Who are you becoming?
- Eric Richard Cardoza
- Jul 7
- 3 min read
I’ve been thinking a lot about calling, purpose, and leadership—and something finally clicked in a way I can’t ignore.
We often spend so much time asking “What am I going to do with my life?” We focus on the next opportunity, the next role, the next assignment. We get caught up in skills, strategies, outcomes—and we define success by what we produce or how far we go.
But I believe God is asking me a different question lately:
Who are you becoming?
That one shift changes everything.
God cares more about the condition of our heart than the size of our platform. More about our character than our credentials. He’s not just interested in what we can do for Him—He’s invested in forming us into someone who looks more like Him.
That truth hit me hard, and I haven’t been able to shake it.
The Task Isn’t the Goal—Transformation Is
It’s not that what we do doesn’t matter—it does. But it’s never the final goal. God often uses the task to shape the person. The responsibility isn’t just something you carry—it’s something that’s shaping you while you carry it.
You think you’re building a ministry? God’s building a heart. You think you’re serving others? God’s also serving something in you—humility, faithfulness, maturity, patience.
So yes—do the work. Be excellent. Show up. But don’t forget: the task is temporary. Who you become is eternal.
The People You Lead Are Becoming Too
This isn’t just a personal realization—it changes how I lead.
I used to think delegation was about giving someone a job to do. But now I see it as something deeper: it’s about giving someone an opportunity to grow.
When I assign a task, I’m not just asking for something to get done. I’m inviting someone into a process where God might shape them too.
Leadership isn’t about getting work done through people—it’s about helping people become who God created them to be through the work.
If we only see people as performers or producers, we’ll miss the deeper purpose. Every task is a chance for someone to step into more of who they’re becoming in Christ.
Even the People You Serve Are Becoming
And there’s one more layer to this that I hadn’t seen until now.
It’s not just about me being formed through the work. It’s not just about my team being shaped through leadership.
The people we serve—the recipients of our work—are being shaped too.
Whether you’re preaching, mentoring, cleaning, counseling, teaching, encouraging, or creating—your work isn’t just doing something for people. It’s doing something in them.
When done in love and humility, even ordinary acts of service have the power to awaken faith, bring healing, or stir someone’s sense of purpose.
That’s the kingdom. That’s how God works.
So What’s the Takeaway?
Don’t just ask:
What am I going to do?
What can they do for me?
What does this job accomplish?
Instead, ask:
Who am I becoming?
Who are they becoming?
What kind of person is this task helping to create
Because at the end of the day, we’re not called to perform—we’re called to become.
Final Thought
Let this sink in:
Don’t focus on what you’re going to do. Focus on who you’re going to become.
And when you lead others, see them the same way.
And when you serve others, remember—it might just help them become who God is calling them to be too.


*TASK INSTRUCTIONS:* Restate the listing below word for word, and leave its pictures behind.

▼

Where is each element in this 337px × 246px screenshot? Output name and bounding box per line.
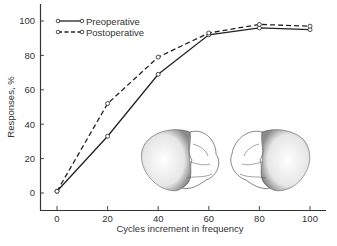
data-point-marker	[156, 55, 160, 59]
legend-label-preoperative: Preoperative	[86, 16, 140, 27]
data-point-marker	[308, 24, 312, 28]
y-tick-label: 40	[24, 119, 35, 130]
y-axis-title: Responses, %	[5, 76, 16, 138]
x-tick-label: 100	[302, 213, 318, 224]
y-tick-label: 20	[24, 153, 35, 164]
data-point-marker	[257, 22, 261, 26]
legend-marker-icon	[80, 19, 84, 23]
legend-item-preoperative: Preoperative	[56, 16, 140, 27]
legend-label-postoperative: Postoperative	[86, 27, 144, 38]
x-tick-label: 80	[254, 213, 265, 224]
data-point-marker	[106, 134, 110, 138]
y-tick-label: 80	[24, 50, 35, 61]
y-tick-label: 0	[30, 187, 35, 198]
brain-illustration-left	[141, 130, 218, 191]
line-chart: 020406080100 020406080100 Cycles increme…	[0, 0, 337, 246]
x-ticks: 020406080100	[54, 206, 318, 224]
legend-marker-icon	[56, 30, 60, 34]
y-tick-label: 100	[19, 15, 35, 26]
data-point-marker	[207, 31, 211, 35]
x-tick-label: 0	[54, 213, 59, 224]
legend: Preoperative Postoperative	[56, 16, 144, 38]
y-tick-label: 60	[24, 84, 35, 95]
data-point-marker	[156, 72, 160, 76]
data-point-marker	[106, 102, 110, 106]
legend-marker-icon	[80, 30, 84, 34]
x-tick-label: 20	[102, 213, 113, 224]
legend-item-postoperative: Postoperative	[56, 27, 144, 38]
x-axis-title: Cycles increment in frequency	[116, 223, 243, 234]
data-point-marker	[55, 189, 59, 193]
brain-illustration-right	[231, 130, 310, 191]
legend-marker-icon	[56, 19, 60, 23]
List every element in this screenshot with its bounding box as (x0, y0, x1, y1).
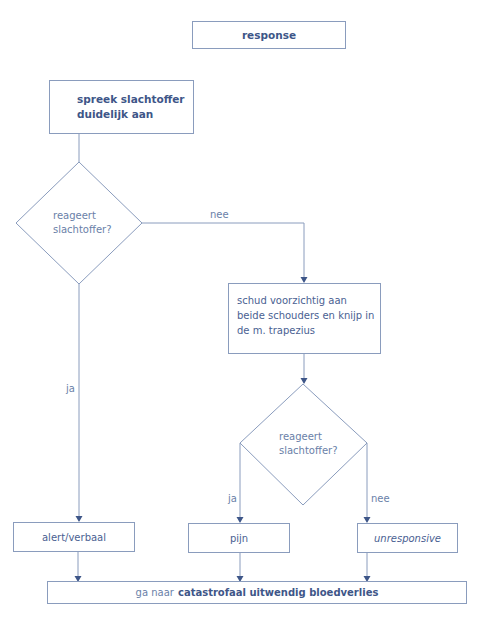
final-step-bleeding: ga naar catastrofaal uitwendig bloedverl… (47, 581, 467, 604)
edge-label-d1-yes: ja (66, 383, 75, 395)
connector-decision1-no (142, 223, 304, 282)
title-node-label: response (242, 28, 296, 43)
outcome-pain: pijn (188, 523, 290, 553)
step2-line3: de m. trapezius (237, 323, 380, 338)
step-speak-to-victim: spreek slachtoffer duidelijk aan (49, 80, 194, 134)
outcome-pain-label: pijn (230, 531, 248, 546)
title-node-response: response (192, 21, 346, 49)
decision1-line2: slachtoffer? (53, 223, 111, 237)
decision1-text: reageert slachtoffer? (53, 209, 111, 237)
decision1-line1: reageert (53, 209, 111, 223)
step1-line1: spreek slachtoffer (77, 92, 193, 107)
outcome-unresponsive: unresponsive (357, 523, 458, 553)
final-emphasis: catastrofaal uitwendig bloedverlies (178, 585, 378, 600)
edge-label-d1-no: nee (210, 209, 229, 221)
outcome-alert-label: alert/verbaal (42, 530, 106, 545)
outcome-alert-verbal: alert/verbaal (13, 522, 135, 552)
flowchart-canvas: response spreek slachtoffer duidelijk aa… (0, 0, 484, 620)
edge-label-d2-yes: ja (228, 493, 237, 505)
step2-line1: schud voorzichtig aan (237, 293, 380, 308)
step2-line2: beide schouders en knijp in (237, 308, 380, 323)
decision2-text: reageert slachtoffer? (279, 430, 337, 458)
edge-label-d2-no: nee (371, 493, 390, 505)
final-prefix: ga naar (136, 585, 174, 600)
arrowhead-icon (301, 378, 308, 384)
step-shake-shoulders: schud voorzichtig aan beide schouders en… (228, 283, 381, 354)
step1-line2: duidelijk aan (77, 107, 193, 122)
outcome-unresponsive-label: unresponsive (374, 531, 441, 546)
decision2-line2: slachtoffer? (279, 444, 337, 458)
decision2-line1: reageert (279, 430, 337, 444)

▲

*EXERCISE SOLUTION:*
Where is each element in this 337px × 246px screenshot? Output name and bounding box per line.
data-point-marker	[156, 55, 160, 59]
legend-label-preoperative: Preoperative	[86, 16, 140, 27]
data-point-marker	[308, 24, 312, 28]
y-tick-label: 40	[24, 119, 35, 130]
y-axis-title: Responses, %	[5, 76, 16, 138]
x-tick-label: 100	[302, 213, 318, 224]
y-tick-label: 20	[24, 153, 35, 164]
data-point-marker	[257, 22, 261, 26]
legend-marker-icon	[80, 19, 84, 23]
legend-item-preoperative: Preoperative	[56, 16, 140, 27]
legend-label-postoperative: Postoperative	[86, 27, 144, 38]
x-tick-label: 80	[254, 213, 265, 224]
data-point-marker	[106, 134, 110, 138]
y-tick-label: 80	[24, 50, 35, 61]
y-tick-label: 0	[30, 187, 35, 198]
brain-illustration-left	[141, 130, 218, 191]
line-chart: 020406080100 020406080100 Cycles increme…	[0, 0, 337, 246]
x-ticks: 020406080100	[54, 206, 318, 224]
legend-marker-icon	[56, 30, 60, 34]
y-tick-label: 100	[19, 15, 35, 26]
data-point-marker	[207, 31, 211, 35]
x-tick-label: 0	[54, 213, 59, 224]
legend: Preoperative Postoperative	[56, 16, 144, 38]
y-tick-label: 60	[24, 84, 35, 95]
data-point-marker	[156, 72, 160, 76]
data-point-marker	[106, 102, 110, 106]
legend-marker-icon	[80, 30, 84, 34]
x-tick-label: 20	[102, 213, 113, 224]
legend-item-postoperative: Postoperative	[56, 27, 144, 38]
x-axis-title: Cycles increment in frequency	[116, 223, 243, 234]
data-point-marker	[55, 189, 59, 193]
brain-illustration-right	[231, 130, 310, 191]
legend-marker-icon	[56, 19, 60, 23]
List every element in this screenshot with its bounding box as (x0, y0, x1, y1).
final-step-bleeding: ga naar catastrofaal uitwendig bloedverl… (47, 581, 467, 604)
edge-label-d1-yes: ja (66, 383, 75, 395)
connector-decision1-no (142, 223, 304, 282)
title-node-label: response (242, 28, 296, 43)
outcome-pain: pijn (188, 523, 290, 553)
step2-line3: de m. trapezius (237, 323, 380, 338)
step-speak-to-victim: spreek slachtoffer duidelijk aan (49, 80, 194, 134)
outcome-pain-label: pijn (230, 531, 248, 546)
title-node-response: response (192, 21, 346, 49)
decision1-line2: slachtoffer? (53, 223, 111, 237)
decision1-text: reageert slachtoffer? (53, 209, 111, 237)
decision1-line1: reageert (53, 209, 111, 223)
step1-line1: spreek slachtoffer (77, 92, 193, 107)
outcome-unresponsive: unresponsive (357, 523, 458, 553)
final-emphasis: catastrofaal uitwendig bloedverlies (178, 585, 378, 600)
edge-label-d1-no: nee (210, 209, 229, 221)
outcome-alert-label: alert/verbaal (42, 530, 106, 545)
outcome-alert-verbal: alert/verbaal (13, 522, 135, 552)
flowchart-canvas: response spreek slachtoffer duidelijk aa… (0, 0, 484, 620)
edge-label-d2-yes: ja (228, 493, 237, 505)
step2-line1: schud voorzichtig aan (237, 293, 380, 308)
step2-line2: beide schouders en knijp in (237, 308, 380, 323)
decision2-text: reageert slachtoffer? (279, 430, 337, 458)
edge-label-d2-no: nee (371, 493, 390, 505)
final-prefix: ga naar (136, 585, 174, 600)
arrowhead-icon (301, 378, 308, 384)
step-shake-shoulders: schud voorzichtig aan beide schouders en… (228, 283, 381, 354)
step1-line2: duidelijk aan (77, 107, 193, 122)
outcome-unresponsive-label: unresponsive (374, 531, 441, 546)
decision2-line2: slachtoffer? (279, 444, 337, 458)
decision2-line1: reageert (279, 430, 337, 444)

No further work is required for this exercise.